Interesting thread. Here's my take, and I apologise if this has already been said better by someone else.
Music is a puzzle. I have no idea why humans can get so much emotional pleasure from listening to it. But we do. We don't all get the same pleasure from the same music, however, so there is inevitably an enormous subjective element in the enjoyment of music which makes analysing the pleasure we get from it even harder.
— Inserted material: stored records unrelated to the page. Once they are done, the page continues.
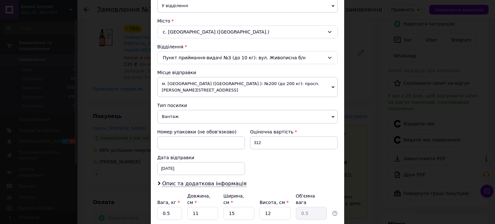  Describe the element at coordinates (234, 199) in the screenshot. I see `label: Ширина, см` at that location.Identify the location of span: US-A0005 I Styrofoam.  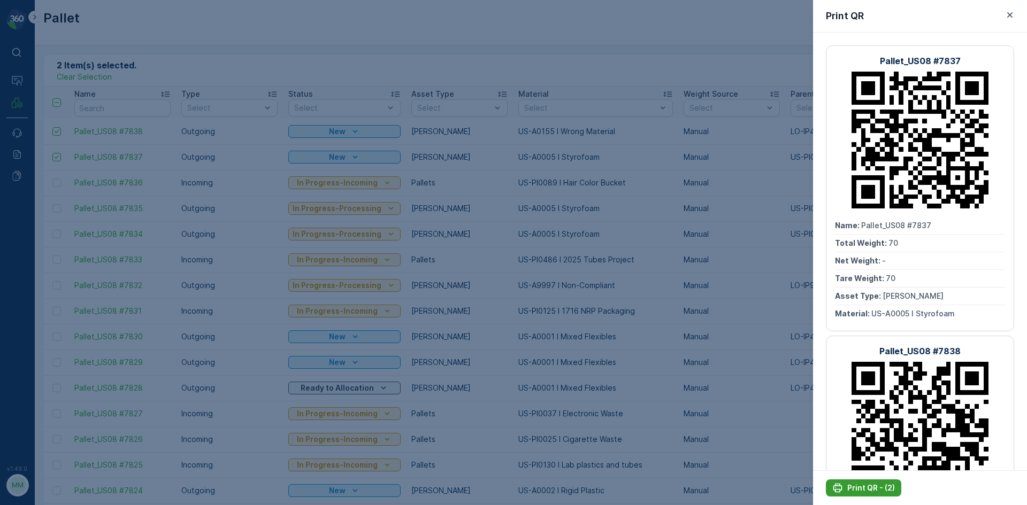
(913, 313).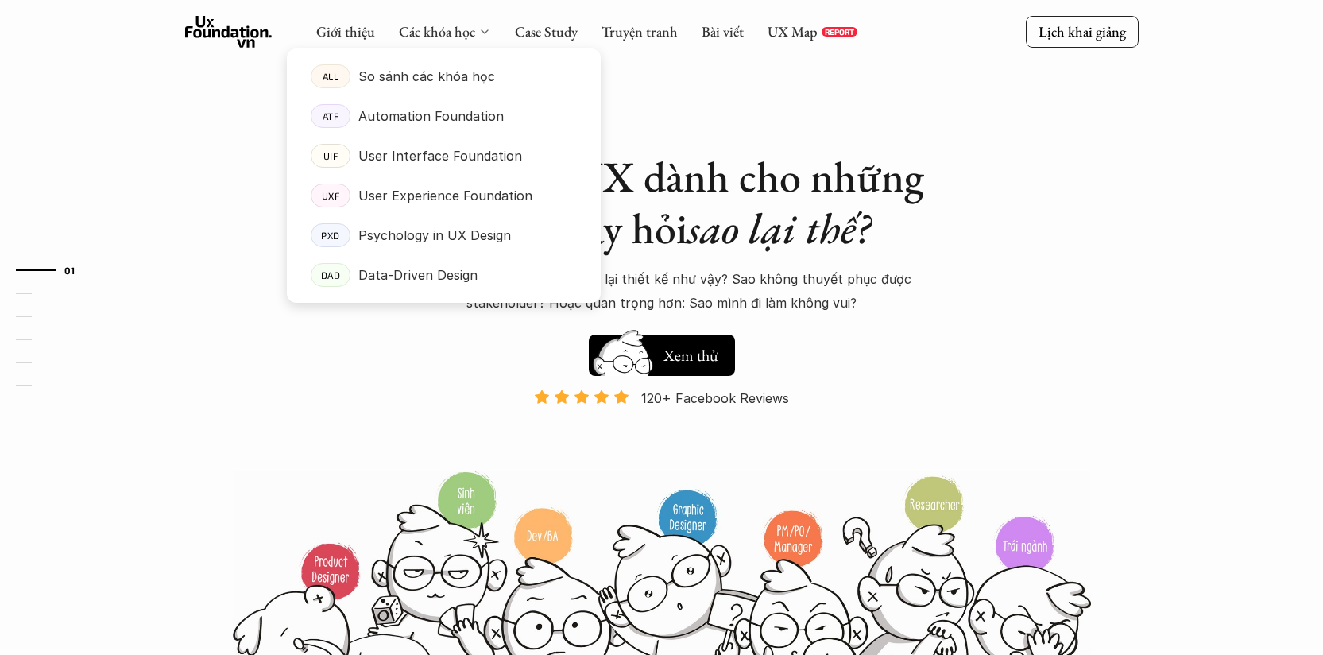  What do you see at coordinates (639, 31) in the screenshot?
I see `a: Truyện tranh` at bounding box center [639, 31]. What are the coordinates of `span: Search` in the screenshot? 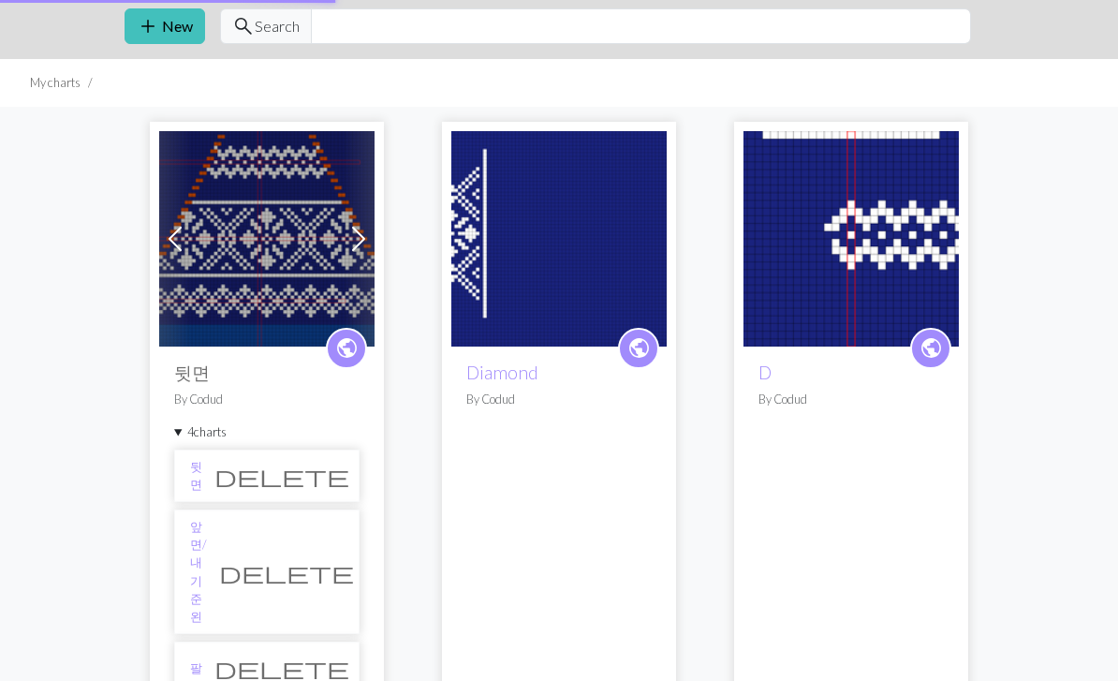 It's located at (277, 26).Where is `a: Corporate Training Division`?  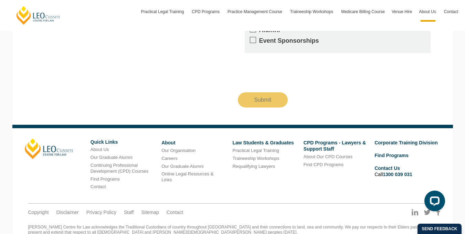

When it comes to the hardware we use to replay recorded music, pursuit of objective fidelity is desirable, and not to be scoffed at. However, the concept of fidelity has an irreducibly subjective component, because we're trying to create a emotional response. What works for me might not work for you, etc. This means there is huge scope for snake oil purveyors, because we can and do fool ourselves. The placebo effect is real. Vigilance against irresponsible foo is necessary and desirable, then, but there are bound to be areas where it's really hard to say what's foo and what isn't. (There have been several occasions over the years when I've 'upgraded' through several steps and convinced myself that my system's never sounded better, only to swop back to a much older system configuration for some unforeseen reason, to discover that the old system didn't in fact suck, as I'd expected, but actually gave more pleasure than the new one.) To sum up, neither unqualified objectivism nor unqualified subjectivism can be allow to stand. We all just have to muddle through, hoping to enjoy what we hear and trying not to be ripped off in the process. The message I take from all this is that a little humility is essential in any attempt to discuss what we hear.
We also need to remember that listening to recorded music involves the imagination - we hear sounds emitted by an audio system, and we imagine we are hearing people singing, instruments playing etc. If all goes well, we get the emotional pleasure we sought.
What this implies, of course, is that people who can enjoy music fully via lo-fi reproduction have superior ability to recreate a musical experience imaginatively to those who enjoy music most via hi-fi. I therefore regard my own hi-fi habit as sign of a kind of musical disability, and I try to remember this any time I post on a hi-fi forum.